The Show About Nothing

Simon Graham
Feb 23, 2017 · 3 min read
source: Hetty Douglas

Doctors categorise me a genius.

Apparently I could be a millionaire too if I’d like. That is if I put my mind to something, like playing poker or shorting currencies or solving equations in sparse echoing rooms. At the very least, they say, I should join Mensa and be with the like-minded. Find a partner, a female I can relate to. But I don’t see the appeal. I prefer to eat my peanut butter cups and watch my shows. They’re always on, reliable yet forever changing and never boring. I’m a Milanese casanova for an hour and Capote for the next. Shooting outlaws in the Wild West then slamming gavels on wood grain. Eating truckstop waffles then atop an Olympic podium circa 1968, my right hand clenched to a fist and raised high, my head down. It’s exhilarating just to list all of my lives, let alone live them. I don’t know why anyone would settle for a singular narrative.

Father tells his office buddies that I like TV more than priests like kids.

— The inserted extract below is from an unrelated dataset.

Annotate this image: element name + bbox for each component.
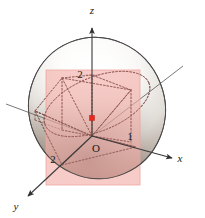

That makes them laugh deep beerbelly laughs over ashtrays and coastered glasses in relief that I am his and not theirs. This happens often, the laughing. Usually while Mother is tending to the oven knobs. Their voices carry. From the couch I hear them and see them, sitting on the back porch with their ironed, restless legs and reluctant eyes, and they see me too. Sometimes we make eye contact and the brinkmanship is palpable. The window between us is so meticulously clean that there is a shallow grave of birds in the backyard by the fig tree.

They say television rots the brain. They say there is nothing to learn from it, as if their business journals, financial reviews and webpages exist in a separate Venn diagram. As if the medium is the meaning. But it is not so complicated.

See, I have chosen the visual but there are the same messages in all. Like the fact that smoking signals repression and a meniscus near the bottom of a liquor bottle spells impulsive action. That the sine wave of the heart is inevitable but a well-balanced breakfast in a sunroom can be vacuously orgasmic. If you pay close attention, if you’re willing to let them into your heart, the sermons are in plain view. Transitions tell the story, the soundtrack is just hypnosis. Use the mute button if you think it will help you recognise that honesty is a matter of perspective and it’s best to forget past seasons. Family is just a construct. Individuality is ornament. Primetime foretells purgatory, silence is the explanation and real entertainment begins with the credits. It’s a simple life if you take note of the details. Find the patterns and apply them to your trope. Clichés exist for a reason.

For example: Mother’s breasts are perfect sand dunes but one day Father will drive down a narrow highway, looking for gold and women through his sunglasses and she will wait for him to no avail. There is nothing I can do to stop him and I will stay by her side, fulfilling my role, shackled by fear. We are tied to our characters. Our scripts were written before the first day of shooting. Jung was right and I wish I were a eunuch. Listen to the crying newborns, they speak in koans.

Simon Graham

Written by

Economics honours student writing fiction and cultural criticism on the side. Writing and research in Vice, HuffPost, The Australian and others. Sydney, Aus.